Alba Spiaggia: The Sea in Every Bite
The signature restaurant, Alba Spiaggia, makes an audacious and successful argument: that the spirit of coastal Italy and the spirit of Montauk are essentially the same. Both are about the sea. Both are about eating well in beautiful light. The menu is a love letter to skilled simplicity: crudos, vibrant salads, grilled whole fish, house-made pastas, exceptional pizza. The space dissolves the line between inside and out, with an open kitchen, an expansive waterfront patio, and an upstairs lounge offering 180-degree views of the marina.
Wellness, Afloat
The ELEMIS Wellness Cabana may be the property’s most surprising amenity. It is a floating treatment room moored on Lake Montauk, where the gentle motion of the water is itself a form of therapy — ELEMIS science-backed formulations combined with the particular tranquility of being surrounded by water on all sides, light moving across the surface.
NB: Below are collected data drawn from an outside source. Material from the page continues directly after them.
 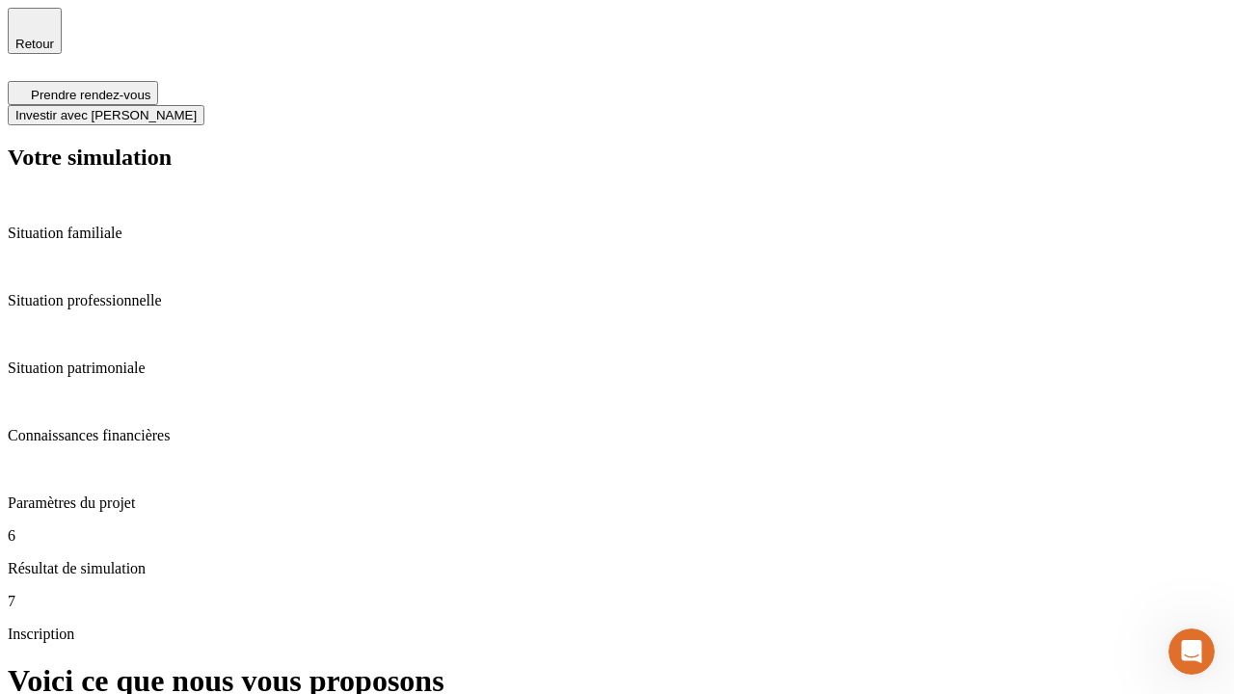 I want to click on button: Prendre rendez-vous, so click(x=83, y=93).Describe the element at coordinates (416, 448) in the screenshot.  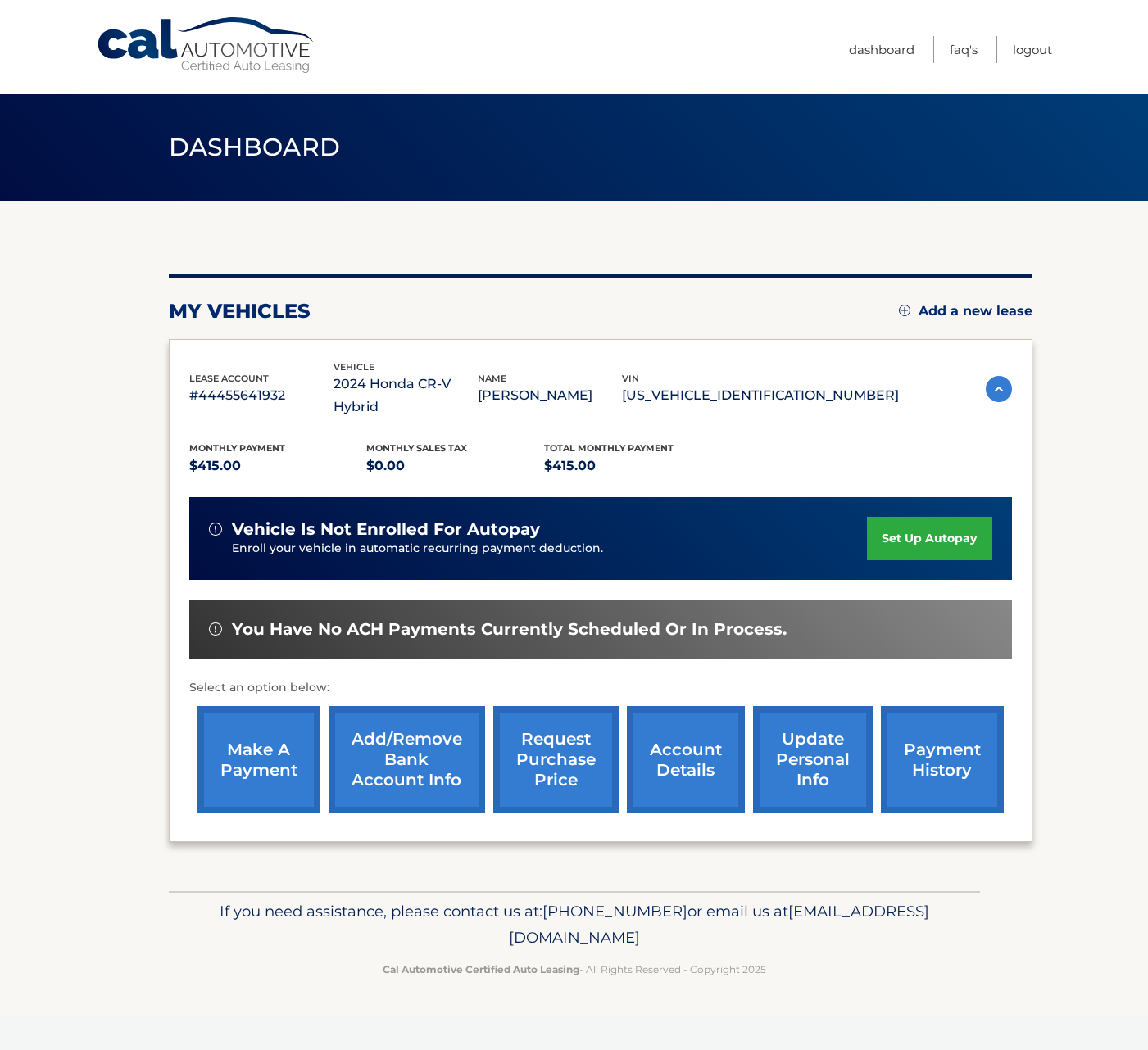
I see `span: Monthly sales Tax` at that location.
The wellness philosophy extends across the property where also offered are a state-of-the-art fitness center, weekly yoga classes, hiking trails, and a fleet of complimentary bikes.

Beyond the Resort
Before you settle in at the resort, the town itself deserves some of your time. Anthony’s Pancake House is a local ritual. This breakfast spot that has fed generations of fishermen, families, and weekend wanderers. The Bird on the Roof is the town’s other essential, where the locals and visitors co-mingle. And then there is the Montauk Point Lighthouse — commissioned by George Washington himself — standing at the very edge of the continent, still keeping its watch after more than two centuries.
The More Things Change
There is a concept that Montauk Yacht Club embodies fully: the idea that the most sophisticated thing a luxury property can do is to become more of what it always was.
The striped bass still run in the fall. The lighthouse still keeps its watch at the edge of the continent. The same dock where one of the most famous pilots in American history once tied up his seaplane still stretches into the harbor, accommodating vessels of a different era but with the same essential human impulse: to arrive somewhere beautiful and stay awhile.
On a warm summer evening, when the sun is taking its time going down over Lake Montauk, the boats are swinging gently at their moorings, and the water catches the last of the day’s light, it becomes easy to understand why certain places resist reinvention.